Another of my pet peeves is that they are not required to memorize the multiplication tables.
I don't know if you have grandchildren or if they come to you for assistance, but I can tell you that my grand kids are not told they mostly "don't have to show their work." The bad thing is I'm not at all convinced that they really know what they are doing or why. They suspect, and almost certainly correctly, that all of their work will be done with calculating devices and they won't have to be able to do these things anyway. --- I find that attitude very scary. Anyone who has read history, apocalyptic literature, or lived in a third world country, knows that these aids are not quite as certain as many suspect.
Another of my pet peeves is that they are not required to memorize the multiplication tables. They would have had to work very hard on 36 x 12 = 432. Sigh, I seriously considering bribing them to get them to memorize them.
It's such a good thing when a young reader first tackles a big, true-classic novel and realizes: I can do this; I can read -- and enjoy! -- a big grownups' book; I won't be afraid to try another one; I won't think such things are not for me.

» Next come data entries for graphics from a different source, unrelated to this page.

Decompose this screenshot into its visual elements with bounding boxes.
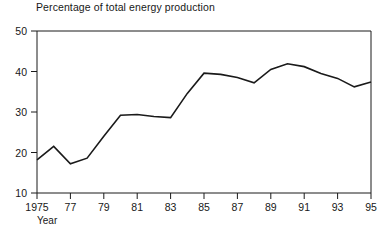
- x-tick-label-1975: 1975: [25, 201, 49, 213]
- x-axis-tick-labels: 1975 77 79 81 83 85 87 89 91 93 95: [25, 201, 377, 213]
- y-tick-label-50: 50: [15, 25, 27, 37]
- line-chart-plot: 10 20 30 40 50 1975 77 79 81 83: [0, 0, 388, 227]
- x-tick-label-1983: 83: [165, 201, 177, 213]
- chart-figure: Percentage of total energy production 10…: [0, 0, 388, 227]
- y-tick-label-10: 10: [15, 187, 27, 199]
- x-tick-label-1989: 89: [265, 201, 277, 213]
- x-tick-label-1993: 93: [332, 201, 344, 213]
- x-tick-label-1995: 95: [365, 201, 377, 213]
- x-tick-label-1981: 81: [131, 201, 143, 213]
- x-axis-name: Year: [37, 215, 58, 226]
- y-tick-label-20: 20: [15, 147, 27, 159]
- plot-frame: [37, 31, 371, 193]
- x-axis-ticks: [37, 193, 371, 199]
- y-axis-ticks: [31, 31, 37, 193]
- data-series-line: [37, 64, 371, 164]
- x-tick-label-1991: 91: [298, 201, 310, 213]
- y-axis-tick-labels: 10 20 30 40 50: [15, 25, 27, 199]
- x-tick-label-1987: 87: [232, 201, 244, 213]
- x-tick-label-1977: 77: [65, 201, 77, 213]
- y-tick-label-30: 30: [15, 106, 27, 118]
- y-tick-label-40: 40: [15, 66, 27, 78]
- x-tick-label-1985: 85: [198, 201, 210, 213]
- x-tick-label-1979: 79: [98, 201, 110, 213]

I hope that still happens in schools.
The “Frog Pond” is still a feature of Boston Common. Poe called Boston “Frogpondium” and Bostonians “Frogpondians.” Such jokes were commonplace. Isaac Starr Clason wrote “Young Boston Bards croak worse than Boston waites” and added a note “ ‘Boston-waites’ is an old nickname for frogs.”

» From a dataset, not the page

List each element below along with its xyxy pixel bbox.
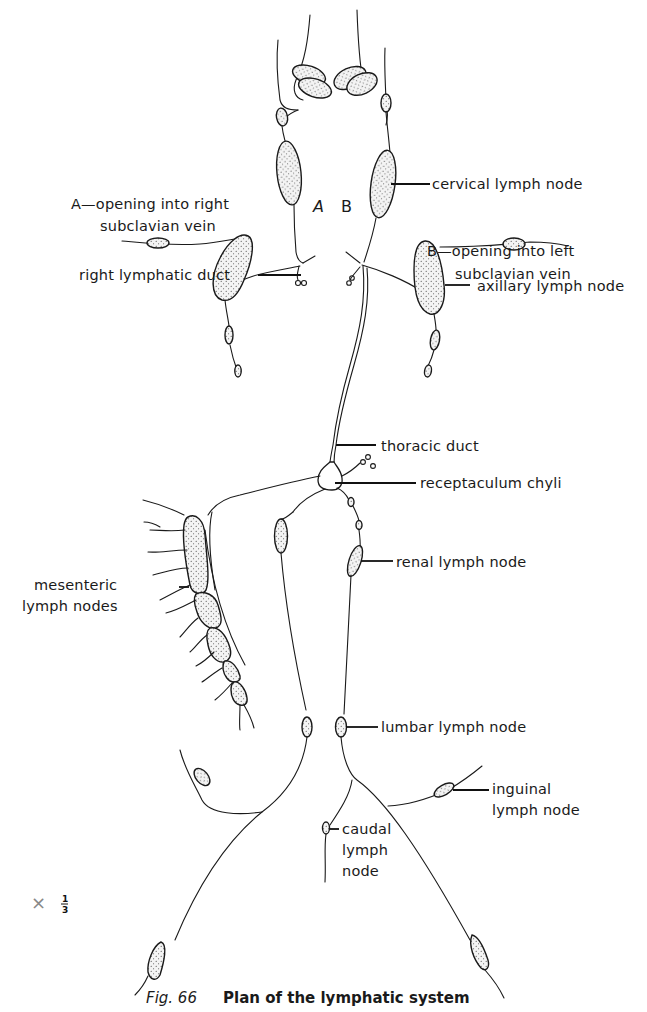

It has been well said of the French orator, Dupin, that “he spoke, as nobody else, the language of everybody;” and thus his manner seems to be exactly conversed in that of the Frogpondian Euphuists, who, on account of the familiar tone in which they lisp their outré phrases, may be said to speak, as everybody, the language of nobody — that is to say, a language emphatically their own.

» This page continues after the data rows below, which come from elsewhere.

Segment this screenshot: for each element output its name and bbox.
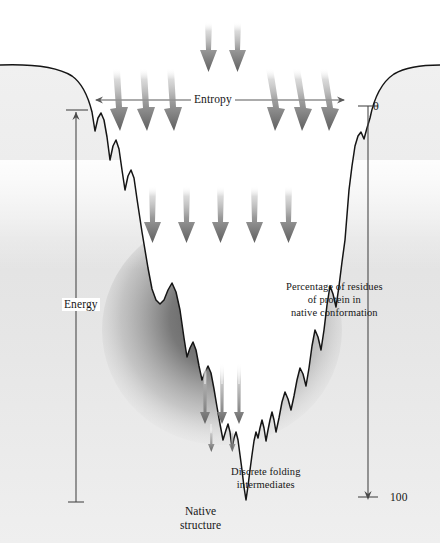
entropy-arrow bbox=[246, 186, 263, 243]
percentage-axis-label: Percentage of residues of protein in nat… bbox=[286, 281, 383, 319]
entropy-arrow bbox=[212, 186, 229, 243]
entropy-arrow bbox=[229, 22, 246, 72]
entropy-arrow bbox=[280, 186, 297, 243]
percentage-axis-label-line1: Percentage of residues bbox=[286, 281, 383, 294]
entropy-arrow bbox=[178, 186, 195, 243]
molten-globule-label: Molten globule states bbox=[186, 279, 252, 304]
entropy-arrow bbox=[144, 186, 161, 243]
energy-funnel-figure: Entropy Energy 0 100 Percentage of resid… bbox=[0, 0, 440, 543]
molten-globule-label-line1: Molten globule bbox=[186, 279, 252, 292]
entropy-axis-label: Entropy bbox=[191, 93, 235, 106]
funnel-fill bbox=[0, 0, 440, 543]
discrete-intermediates-label-line2: intermediates bbox=[231, 479, 301, 492]
percentage-tick-hundred: 100 bbox=[390, 491, 408, 504]
molten-globule-label-line2: states bbox=[186, 292, 252, 305]
percentage-axis-label-line2: of protein in bbox=[286, 294, 383, 307]
percentage-axis-label-line3: native conformation bbox=[286, 307, 383, 320]
energy-axis-label: Energy bbox=[62, 298, 100, 311]
native-structure-label: Native structure bbox=[180, 505, 221, 533]
arrow-group-upper-right bbox=[266, 68, 339, 131]
native-structure-label-line1: Native bbox=[180, 505, 221, 519]
native-structure-label-line2: structure bbox=[180, 519, 221, 533]
discrete-intermediates-label-line1: Discrete folding bbox=[231, 466, 301, 479]
arrow-group-top-center bbox=[200, 22, 246, 72]
arrow-group-upper-left bbox=[110, 68, 182, 131]
funnel-diagram-svg bbox=[0, 0, 440, 543]
percentage-tick-zero: 0 bbox=[373, 100, 379, 113]
arrow-group-mid bbox=[144, 186, 297, 243]
entropy-arrow bbox=[200, 22, 217, 72]
discrete-intermediates-label: Discrete folding intermediates bbox=[231, 466, 301, 491]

"In no literary circle out of BOSTON — or, indeed, out of the small coterie of abolitionists, transcendentalists and fanatics in general, which is the Longfellow junto — have we heard a seriously dissenting voice on this point. It is universally, in private conversation — out of the knot of rogues and madmen aforesaid — admitted that the poetical claims of Mr. LONGFELLOW have been vastly overrated, and that the individual himself would be esteemed little without the accessaries of wealth and position."